The crisis has deeply impacted Lebanon’s churches.
“Every church that has shown compassion for Syrian refugees has been
overwhelmed with their presence,” says Martin Accad, director of the
Institute of Middle East Studies (IMES) at Arab Baptist Theological
Seminary in Beirut. Most have added more services, where
headscarves—previously unseen on Sundays—now dot the crowd. “It’s become
like the Lebanese version of America’s ‘seeker-friendly’ movement,” he
says. “You’re not required to be committed to Christianity to be part of
the church.”
Accad believes that most churches are communicating
that receiving charity is not a reward for church attendance. His bigger
concern: that in the “whirlwind of relief work,” Lebanese churches will
lose their spiritual focus.
“It’s important for churches to not forget that they
are a church,” says Accad. “We can objectify refugees when we try to
function like an NGO. The church should remain the church.”
This summer, IMES gathered 230 experts in its
largest-ever consultation of Middle Eastern churches on how to balance
the needs of refugees with building the body of Christ. One takeaway for
Western churches: Welcome the refugees in limbo in Europe or North
America. “Waiting for papers, they are very lonely, out of their
element, with a deep need for community,” says Accad. “If left alone,
they risk radicalization.”
to be hospitable. This fear of ISIS infiltration is rubbish.’ -Martin
Accad, director, Institute of Middle East Studies
“The most important thing churches can do is to be
hospitable,” he says. “This fear of ISIS infiltration is rubbish. The
church is called to be hospitable, regardless of consequences. And when
churches are the church to refugees, they are actually preventing the
greatest fear we have of refugees: radicalization.”

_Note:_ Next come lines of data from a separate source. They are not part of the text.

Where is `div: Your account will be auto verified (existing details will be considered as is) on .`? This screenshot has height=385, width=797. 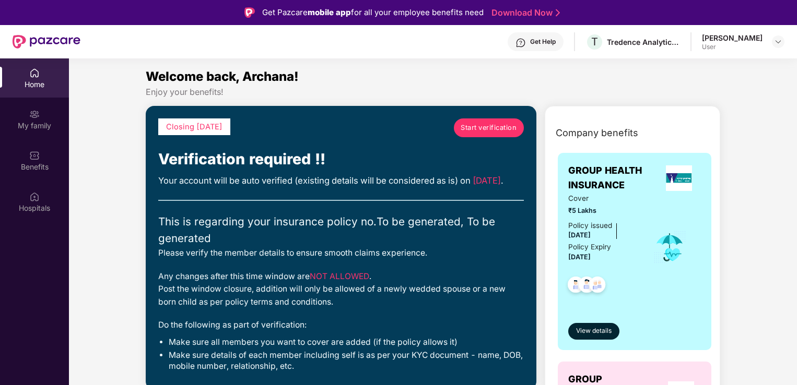 div: Your account will be auto verified (existing details will be considered as is) on . is located at coordinates (341, 181).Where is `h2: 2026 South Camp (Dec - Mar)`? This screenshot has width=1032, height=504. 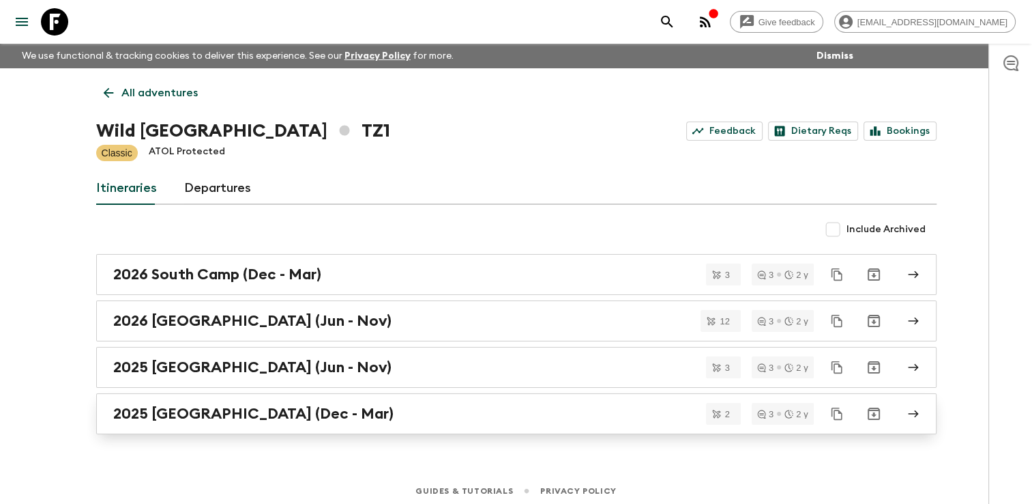
h2: 2026 South Camp (Dec - Mar) is located at coordinates (217, 274).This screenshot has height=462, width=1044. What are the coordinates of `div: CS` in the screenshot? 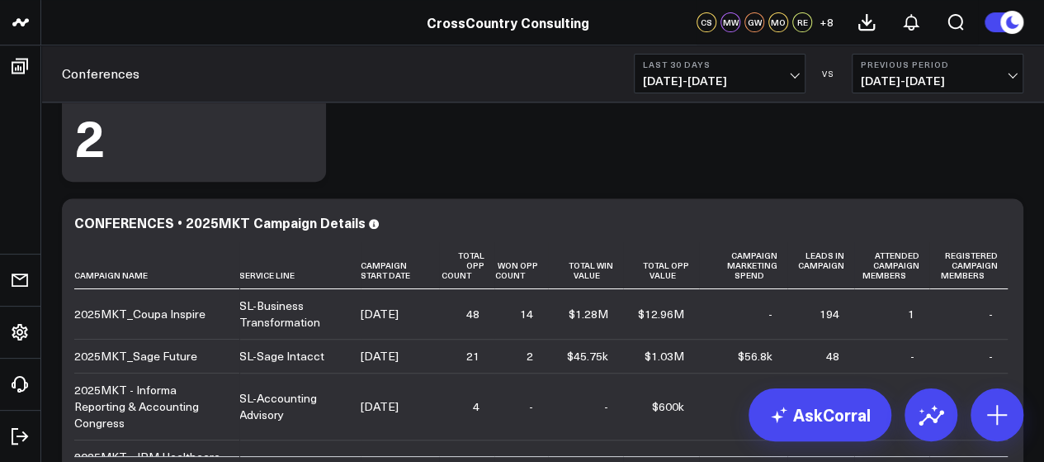 It's located at (707, 22).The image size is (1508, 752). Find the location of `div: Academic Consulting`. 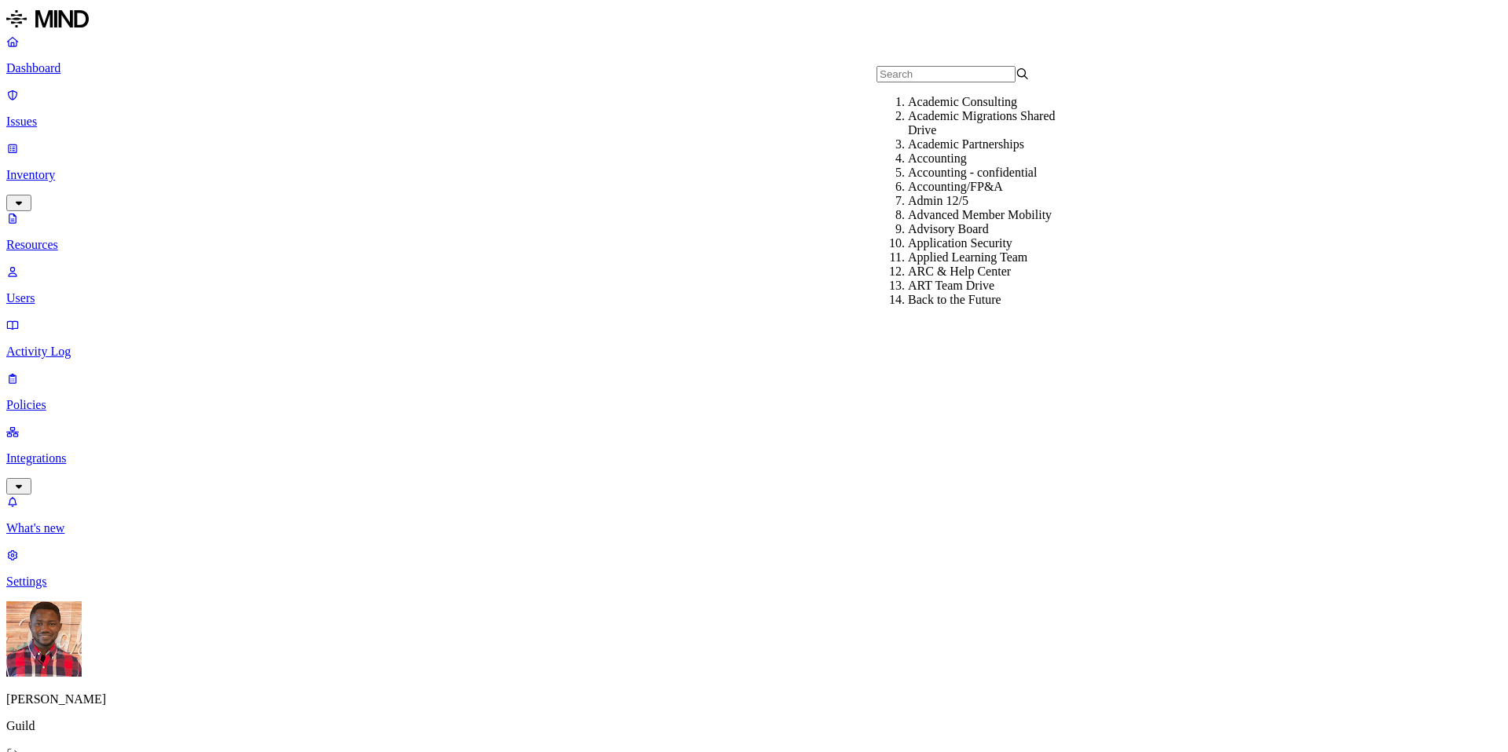

div: Academic Consulting is located at coordinates (984, 102).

Among the many NGOs working to address such concerns
in the Middle East is World Vision, a leader in offering Child-Friendly
Spaces (CFS). There, refugee children can get an education and
psychological support.
At one CFS in the Bekaa, about two dozen Syrian
children sport handmade paper hats—bumblebees for the boys and
butterflies for the girls—as they sing a song about the winged insects.

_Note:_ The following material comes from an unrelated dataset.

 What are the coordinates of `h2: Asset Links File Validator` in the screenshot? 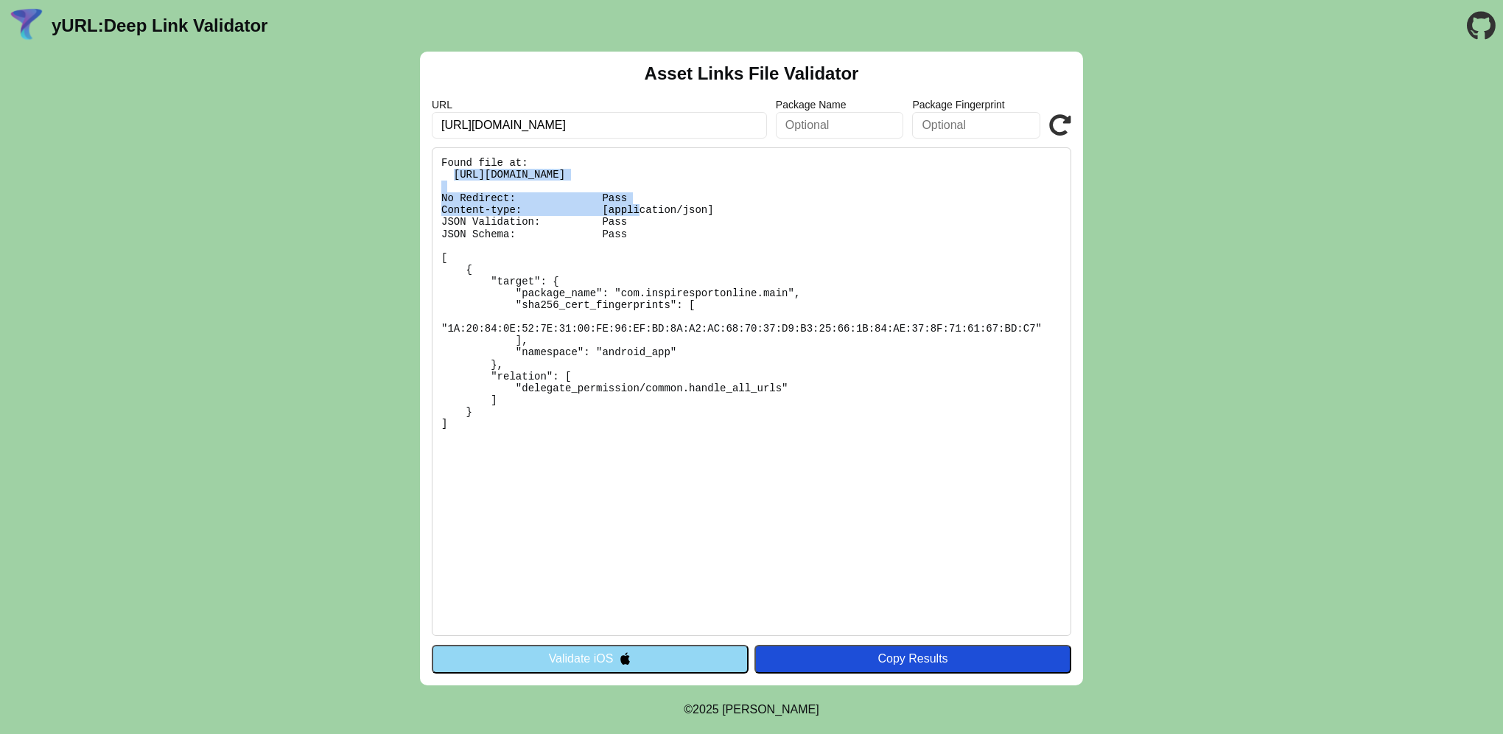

Taped on the wall by the door is a cardboard spinning wheel of cartoon
faces showing different emotions. Each day, when the children come from
their shift in the fields, they select the face that corresponds with
how they feel. They repeat the exercise when they leave the CFS.
The teacher, Mohammed, a 33-year-old Syrian refugee,
says most pick “sad,” “angry,” or “anxious” faces. He hopes they will
pick “happy” by the time they leave.
Children attend the CFS for three months, then are
rotated out for a new batch due to the large number of at-risk youth.
During class they color, sing, and play—all to help them process their
feelings and develop resilience.
“Even though they are working in the fields, this
center can make them remember that they are children,” says Mohammed.
“At first, some don’t talk. Some only fight with others. Over time, they
become kids again.”
These children are halfway through the cycle. When
they arrived, their drawings were of bombs destroying houses; today they
are drawing the CFS in lots of happy hues. They switch from the silly
song about bees and butterflies to an earnest song that is equal parts
patriotism and plea. A rough translation:
You children of the world, look at us.
We are the children of Syria.
Our future is in your hands.
We call for you to help us and protect us,
So we can grow like the grass.
As the Syrian conflict stretches from year to year,
such sentiment becomes harder to muster. But with the aid of World
Vision and Lebanese churches, Syrian refugees are clinging to hope.
Back in Budur’s sparse apartment, above her head on
the wall is one of the few objects she brought from Syria: a black cross
made of seven pieces of wood connected by small chains. It is a
metaphor for her family of seven: separated, yet still hanging together.
Inscribed on the cross is the Lord’s Prayer. Its
familiar words of “daily bread” and “thy will be done” have become
poignant. “Despite passing through such hard moments, our faith remains
strong,” she says. “We live day by day. But we know that Jesus is next
to us.”
Jeremy Weber is CT senior news editor.